11. Who ever knew a Roman Catholic to become a Protestant, or a Protestant a Catholic, by repentance? And yet orthodox Christians will cite the belief and testimony of a dying man as an evidence of the truth of their doctrines.

12. How can an act of repentance do any thing toward proving what is right and what is wrong in any case, when one person repents for doing what another repents for not doing? We have such cases recorded in history.

We have known a Campbellite to leave his dying testimony in favor of water baptism, and a Quaker to leave his dying testimony against it. Does one case prove it to be wrong, and the other right? If not, why do Christians cite such cases? What do they prove?

For a further illustration of this subject, see "The World's Sixteen Crucified Saviors."

DEATH-BED REPENTANCE.

If there is any class of people who need to repent for misspent time, and for leading false and foolish lives, it is the colporteurs who travel over the country distributing pious tracts, containing doleful accounts of death-bed repentance, which, whether right or wrong, prove nothing.

Such cases of repentance as are reported do not appertain to the moral conduct, but to the religious belief, of the sinner. It is the abandonment and condemnation of his past creeds, and not of his past conduct, which makes the tract so valuable. Such a case contains no moral instruction whatever.

If his early education was Mahomedan, his repentance will establish that religion again in his mind; but, if Mormonism was the religion of his childhood, he would again have full faith in that religion. What nonsense!

Who ever knew repentance to divorce or emancipate a man from all or any of the religious errors of his past life, and plant in his soul a better and more rational religion, or lead him to advocate any religion only that in which he had been educated?

Such repentance is worth nothing, and absolutely foolish. Let us assume that the numerous cases of death-bed repentance published in religious tracts are all true; and what would it prove? Why, simply this: that the converts had all been educated to believe in Christianity, and had gone back to that religion. Had Budhism or Mahomedanism been their early religion, they would have returned to that. It is merely old errors and old truths revived and re-established in the mind. But many facts afterwards gathered by honest investigation, appertaining to some of these cases, show that they have either been manufactured or greatly exaggerated. As for example, the case of Thomas Paine is proved to be without foundation. His close was calm and peaceful. Many times has it been declared, in the pulpit and elsewhere, that "Tom Paine repented, and died a miserable death." And yet we have the testimony of those Christian professors who were present with him almost constantly during his last illness, that he never manifested the least compunction of conscience, or the least disposition to condemn any thing he had said or written in opposition to Christianity or the Bible. Take, for example, the testimony of Willet Hicks, a reliable Quaker preacher. On being interrogated by a neighbor of the author of this work as to the truth of the statement that he repented, he replied, "I was with Paine every day during the latter part of his sickness, and can affirm that he did not express any regret for having written 'The Age of Reason,' as has been reported, nor for any thing he had said or written in opposition to the Bible, nor ask forgiveness of God. He died as easy as any one I ever saw die; and I have seen a great many die." And yet this Mr. Hicks was in hopes he would repent. Other similar testimony might be adduced; but this is sufficient. The story of Ethan Allen's daughter calling upon her father during her last illness, and asking him if he would recommend her to die in his religious belief, and his feeling so conscience-smitten by the question, that he exclaimed, "No: die in the belief of your mother!" (who was a Christian) has gone the rounds of the Christian pulpits. And yet we have the statement of his nephew, Col. Hitchcock, that he had no daughter to die during his lifetime.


* **Exercise description**
The entries below are to be returned exactly. Include all of them.
==== Given records ====
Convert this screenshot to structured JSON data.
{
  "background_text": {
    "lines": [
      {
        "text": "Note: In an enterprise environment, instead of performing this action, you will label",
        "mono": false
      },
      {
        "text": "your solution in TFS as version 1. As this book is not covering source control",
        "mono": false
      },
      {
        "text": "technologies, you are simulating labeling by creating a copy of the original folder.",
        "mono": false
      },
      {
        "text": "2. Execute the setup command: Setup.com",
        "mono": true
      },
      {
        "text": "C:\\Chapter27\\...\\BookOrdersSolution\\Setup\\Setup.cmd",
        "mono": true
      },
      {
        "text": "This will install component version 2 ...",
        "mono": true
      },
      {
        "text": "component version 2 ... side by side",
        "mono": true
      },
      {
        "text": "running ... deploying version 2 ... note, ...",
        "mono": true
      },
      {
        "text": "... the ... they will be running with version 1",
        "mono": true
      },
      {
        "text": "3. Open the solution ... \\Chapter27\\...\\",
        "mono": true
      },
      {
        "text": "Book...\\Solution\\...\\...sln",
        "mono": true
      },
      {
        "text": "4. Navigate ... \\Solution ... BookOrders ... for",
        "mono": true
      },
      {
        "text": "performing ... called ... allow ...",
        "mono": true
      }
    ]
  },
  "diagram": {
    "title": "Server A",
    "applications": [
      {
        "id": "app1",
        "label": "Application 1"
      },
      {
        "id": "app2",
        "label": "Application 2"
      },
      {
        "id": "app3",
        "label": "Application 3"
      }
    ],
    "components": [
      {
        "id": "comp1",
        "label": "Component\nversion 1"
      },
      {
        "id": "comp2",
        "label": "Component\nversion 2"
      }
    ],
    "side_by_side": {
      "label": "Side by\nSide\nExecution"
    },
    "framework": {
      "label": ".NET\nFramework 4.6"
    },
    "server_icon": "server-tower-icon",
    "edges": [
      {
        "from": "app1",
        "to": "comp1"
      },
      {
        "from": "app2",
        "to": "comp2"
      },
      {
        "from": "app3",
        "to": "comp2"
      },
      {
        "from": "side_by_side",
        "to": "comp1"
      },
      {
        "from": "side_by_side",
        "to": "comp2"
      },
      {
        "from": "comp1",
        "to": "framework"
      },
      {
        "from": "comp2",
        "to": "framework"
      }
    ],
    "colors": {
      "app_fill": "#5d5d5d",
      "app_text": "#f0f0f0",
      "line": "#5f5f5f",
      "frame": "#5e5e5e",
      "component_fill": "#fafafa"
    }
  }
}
====
* **Output below**
Convert this screenshot to structured JSON data.
{
  "background_text": {
    "lines": [
      {
        "text": "Note: In an enterprise environment, instead of performing this action, you will label",
        "mono": false
      },
      {
        "text": "your solution in TFS as version 1. As this book is not covering source control",
        "mono": false
      },
      {
        "text": "technologies, you are simulating labeling by creating a copy of the original folder.",
        "mono": false
      },
      {
        "text": "2. Execute the setup command: Setup.com",
        "mono": true
      },
      {
        "text": "C:\\Chapter27\\...\\BookOrdersSolution\\Setup\\Setup.cmd",
        "mono": true
      },
      {
        "text": "This will install component version 2 ...",
        "mono": true
      },
      {
        "text": "component version 2 ... side by side",
        "mono": true
      },
      {
        "text": "running ... deploying version 2 ... note, ...",
        "mono": true
      },
      {
        "text": "... the ... they will be running with version 1",
        "mono": true
      },
      {
        "text": "3. Open the solution ... \\Chapter27\\...\\",
        "mono": true
      },
      {
        "text": "Book...\\Solution\\...\\...sln",
        "mono": true
      },
      {
        "text": "4. Navigate ... \\Solution ... BookOrders ... for",
        "mono": true
      },
      {
        "text": "performing ... called ... allow ...",
        "mono": true
      }
    ]
  },
  "diagram": {
    "title": "Server A",
    "applications": [
      {
        "id": "app1",
        "label": "Application 1"
      },
      {
        "id": "app2",
        "label": "Application 2"
      },
      {
        "id": "app3",
        "label": "Application 3"
      }
    ],
    "components": [
      {
        "id": "comp1",
        "label": "Component\nversion 1"
      },
      {
        "id": "comp2",
        "label": "Component\nversion 2"
      }
    ],
    "side_by_side": {
      "label": "Side by\nSide\nExecution"
    },
    "framework": {
      "label": ".NET\nFramework 4.6"
    },
    "server_icon": "server-tower-icon",
    "edges": [
      {
        "from": "app1",
        "to": "comp1"
      },
      {
        "from": "app2",
        "to": "comp2"
      },
      {
        "from": "app3",
        "to": "comp2"
      },
      {
        "from": "side_by_side",
        "to": "comp1"
      },
      {
        "from": "side_by_side",
        "to": "comp2"
      },
      {
        "from": "comp1",
        "to": "framework"
      },
      {
        "from": "comp2",
        "to": "framework"
      }
    ],
    "colors": {
      "app_fill": "#5d5d5d",
      "app_text": "#f0f0f0",
      "line": "#5f5f5f",
      "frame": "#5e5e5e",
      "component_fill": "#fafafa"
    }
  }
}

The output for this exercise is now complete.